Anxiety Has a Good Side Too!

Most of us these days take anxiety as negative brain thought, which potentially damages our wellbeing. But here is a catch anxiety became part of our subconscious brain for a reason. Our elders had to struggle and fight for survival pretty much each and every moment. They were anxious and attentive most of the time to fight the potential predators.

When we are relaxed and in our comfort zone for most parts of our life, we sort of get behind in the race of life. Those with higher anxiety levels win the race. It’s Okay to be anxious to a certain level, it prepares us to fight the potential danger and keeps us in the race. When we are anxious, our brain is alert at most, it tries to solve problems quickly. Our anxiety can help us achieve our desired goal if we use it to our leverage.

When students approach their term exam, their anxiety grows to higher level. When they touch the peak of their anxiety, they study more and their concentration level increases. This is just because they want to compete with their peers and want to be in the race. One study has found that the average student who couldn’t understand a difficult problem in normal routine classes when they approached their exams and were exposed to the same problem again in their revisions prior to the exam, their probability of understanding the same problem rose significantly. Their attention span grew dramatically, which helped them understand the problems they couldn’t grasp in their classes.

In the era of a global pandemic our anxiety is pointing us towards a change of lifestyle. It is telling us that something is not right out there. Anxiety becomes a problem when it touches its extreme, so that it hinders us from performing our day to day task. Even the extreme form can divert our attention from self care and can be destructive.The famous Danish philosopher Soren Keirgaard once said that who ever learns to be anxious in right way, he learn the ultimate way.

Anxiety is not as clear as I’ve discussed it so for. Sometime times it’s slow, other times it’s fast. It’s a confusing state of mind. Perhaps its just because life is challenging, it’s not easy. Our subconscious persistently keeps wandering about our future and our surroundings. It wants to make sense of its surroundings and and future events. Once it feel that something is not right about the environment or about the future, our subconscious mind gets anxious. It becomes attentive and tries to solve any potential problem. That’s why sometime sitting alone we feel sad and anxious for no reason, our subconscious is active at that time guessing about the future and the immediate surroundings.

If we understand the motive behind our anxious mind, we can use the power of anxiety to our advantage.

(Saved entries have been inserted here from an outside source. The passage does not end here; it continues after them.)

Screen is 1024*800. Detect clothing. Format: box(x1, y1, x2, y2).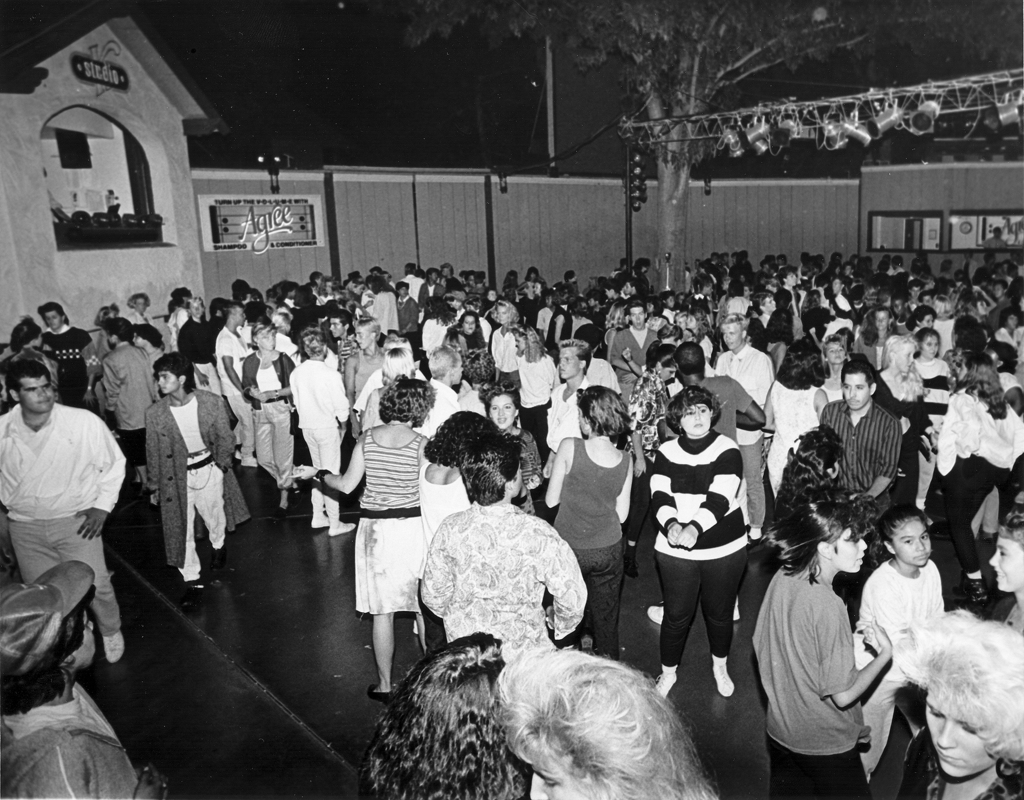
box(900, 723, 1023, 797).
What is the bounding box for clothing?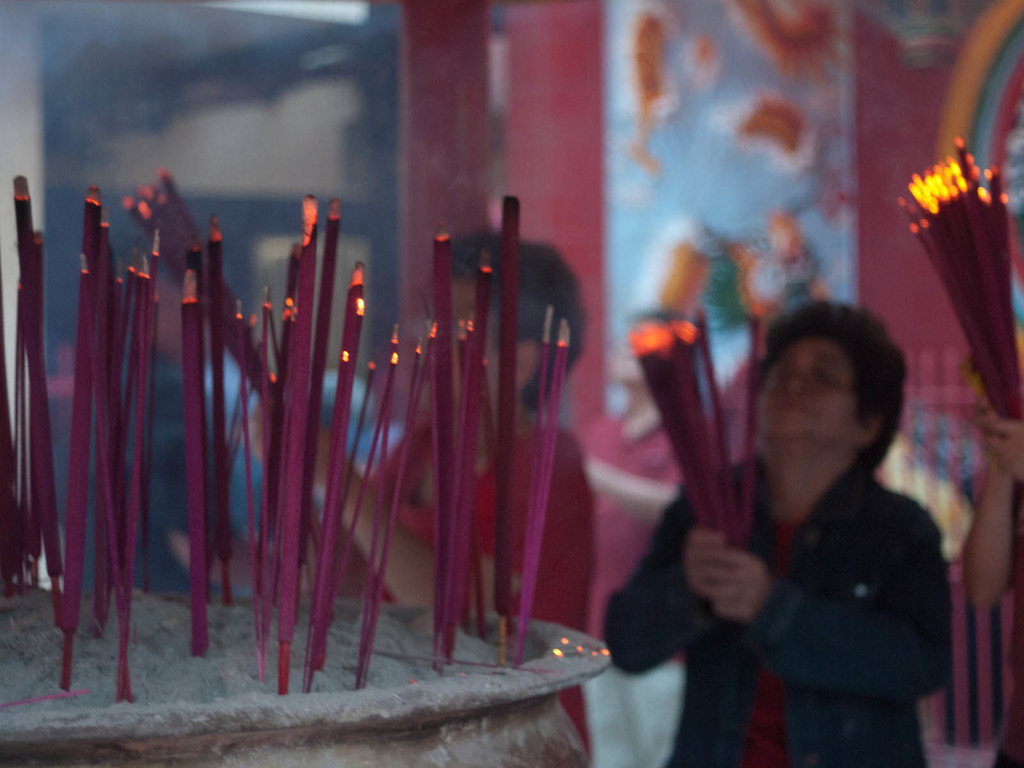
(left=379, top=415, right=592, bottom=762).
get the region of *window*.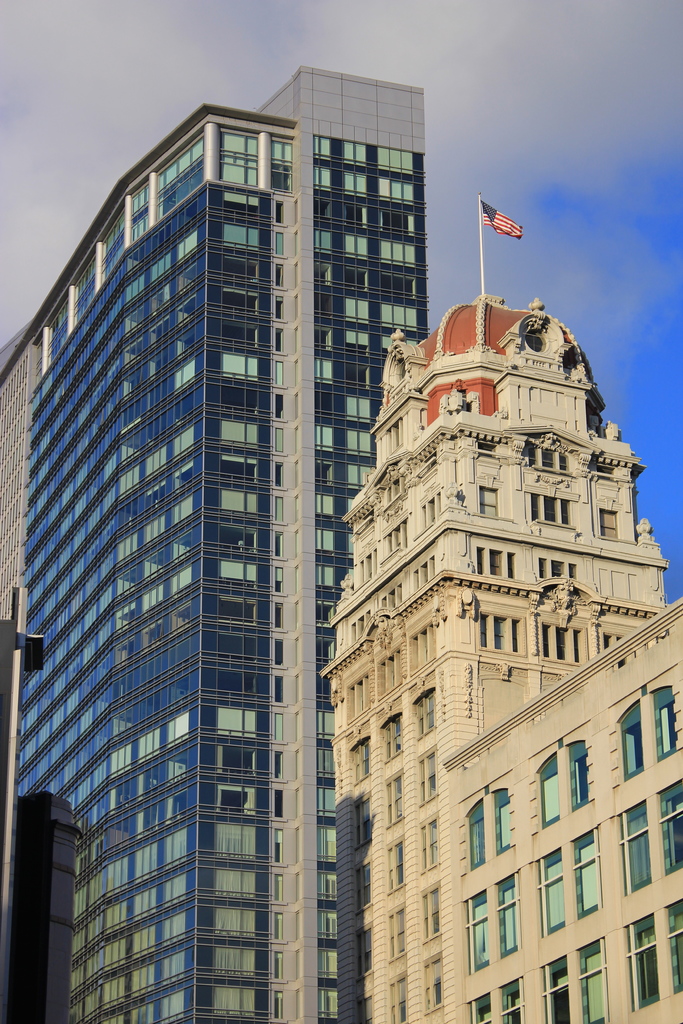
[left=519, top=498, right=577, bottom=526].
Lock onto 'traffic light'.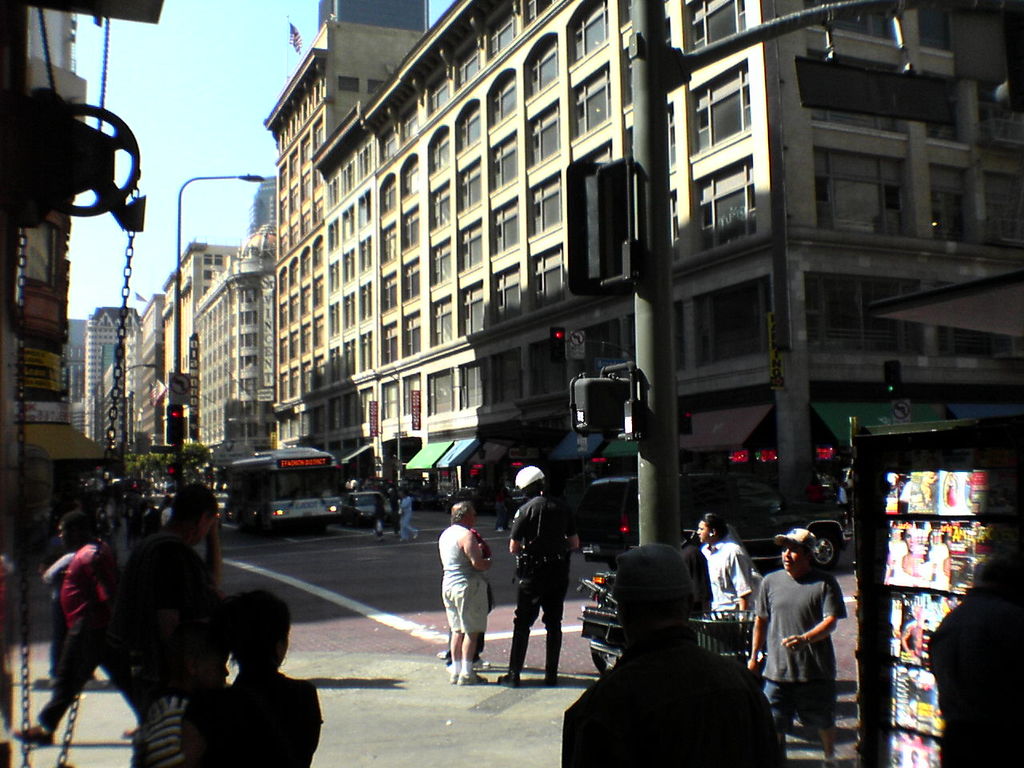
Locked: {"left": 681, "top": 408, "right": 691, "bottom": 434}.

Our brain has the power to solve most of our daily life problems, that’s how our ancestors survived. There were many species bigger in size than homosepiends but their anxious brain was not as active as ours. We don’t see those species anymore , they have become extinct. They didn’t have the power to sense the immediate danger, thus they failed to adopt the new living conditions. Humans have tremendous advantage over any other species on the planet, perhaps that’s why we carry such a large anxious brain.